Thomas Jefferson Papers

To Thomas Jefferson from Francis Peyton, 13 March 1801

From Francis Peyton

Alexandria March 13th. 1801.

Dear Sir,

An invitation to Genl. Wilkinson was forwarded by express this morning, and I have this moment sent off a card for his aid Capt Huger, I expect a delay of the dinner for even two or three days would be attended with serious inconveniences to Mr. Gadsby, I therefore hope if the day should be bad, it will comport with your convenience to come down in a carriage.

I find upon inquiry that Thomas Darne resides within the District of Columbia, and I am further confirmed in my opinion that he would be the most proper person to fill the office of magistrate in that part of the County, of Alexandria.

I am Sir with great respect Yr. Obt. Servt.

Francis Peyton

RC (DLC); endorsed by TJ as received 14 Mch. and so recorded in SJL.

 

Francis Peyton (ca. 1764–1836) was a prominent Alexandria merchant and a nephew of state senator Francis Peyton of Loudoun County, Virginia. On 2 Mch. 1801, in a “midnight appointment,” John Adams nominated him a justice of the peace for Alexandria County in the District of Columbia. He was retained by TJ, however, who renominated him on 6 Jan. 1802. In that same year TJ also appointed Peyton a commissioner of bankruptcy for Alexandria County and a lieutenant colonel in the District of Columbia militia (CVSP description begins William P. Palmer and others, eds., Calendar of Virginia State Papers…Preserved in the Capitol at Richmond, Richmond, 1875–93,11 vols. description ends , 8:345; JEP description begins Journal of the Executive Proceedings of the Senate of the United States… to the Termination of the Nineteenth Congress, Washington, D.C., 1828, 3 vols. description ends , 1:388, 404; RCHS description begins Records of the Columbia Historical Society, 1895–1989 description ends , 5 [1902], 260, 279; 50 [1948–50], 388, 401; Horace Edwin Hayden, Virginia Genealogies [Washington, D.C., 1931], 500; Alexandria Times, 25 June, 9 July 1802; National Intelligencer, 31 Aug. 1836).

Mr. Gadsby: John Gadsby, proprietor of Gadsby’s Hotel in Alexandria.

On 6 Jan. 1802 TJ nominated Thomas Darne a justice of the peace for Alexandria County in the District of Columbia, but Darne declined qualifying for the office (JEP description begins Journal of the Executive Proceedings of the Senate of the United States… to the Termination of the Nineteenth Congress, Washington, D.C., 1828, 3 vols. description ends , 1:404, 417).

Peyton’s letter is in response to one from TJ of 12 Mch.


* WORK INSTRUCTIONS: Copy out every line from the records that includes "diag".

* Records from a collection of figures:

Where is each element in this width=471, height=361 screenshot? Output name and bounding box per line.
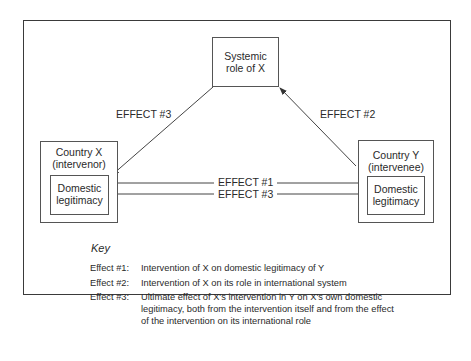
key-item-3-label: Effect #3:	[90, 291, 141, 327]
key-item-1-text: Intervention of X on domestic legitimacy…	[141, 262, 401, 274]
key-item-1-label: Effect #1:	[90, 262, 141, 274]
key-item-2-label: Effect #2:	[90, 277, 141, 289]
effect2-diag-label: EFFECT #2	[320, 108, 375, 120]
country-y-legitimacy-box: Domestic legitimacy	[367, 176, 425, 215]
key-item-2-text: Intervention of X on its role in interna…	[141, 277, 401, 289]
country-x-label: Country X	[41, 146, 117, 158]
key-item-2: Effect #2: Intervention of X on its role…	[90, 277, 401, 289]
country-x-role: (intervenor)	[41, 158, 117, 170]
arrow-effect3-diag	[112, 87, 213, 175]
country-x-legitimacy-box: Domestic legitimacy	[50, 175, 109, 215]
systemic-label-2: role of X	[213, 62, 278, 74]
x-legitimacy-label: Domestic	[51, 182, 108, 194]
country-y-role: (intervenee)	[359, 161, 433, 173]
effect3-horiz-label: EFFECT #3	[214, 188, 277, 200]
key-title: Key	[91, 242, 110, 254]
y-legitimacy-label: Domestic	[368, 183, 424, 195]
key-item-1: Effect #1: Intervention of X on domestic…	[90, 262, 401, 274]
x-legitimacy-label-2: legitimacy	[51, 194, 108, 206]
key-item-3-text: Ultimate effect of X's intervention in Y…	[141, 291, 401, 327]
systemic-role-box: Systemic role of X	[212, 37, 279, 87]
effect3-diag-label: EFFECT #3	[116, 108, 171, 120]
effect1-label: EFFECT #1	[214, 176, 277, 188]
key-item-3: Effect #3: Ultimate effect of X's interv…	[90, 291, 401, 327]
arrow-effect2-diag	[280, 88, 356, 166]
y-legitimacy-label-2: legitimacy	[368, 195, 424, 207]
systemic-label: Systemic	[213, 50, 278, 62]
country-y-label: Country Y	[359, 149, 433, 161]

* EXERCISE OUTPUT:
effect2-diag-label: EFFECT #2	[320, 108, 375, 120]
arrow-effect3-diag	[112, 87, 213, 175]
effect3-diag-label: EFFECT #3	[116, 108, 171, 120]
arrow-effect2-diag	[280, 88, 356, 166]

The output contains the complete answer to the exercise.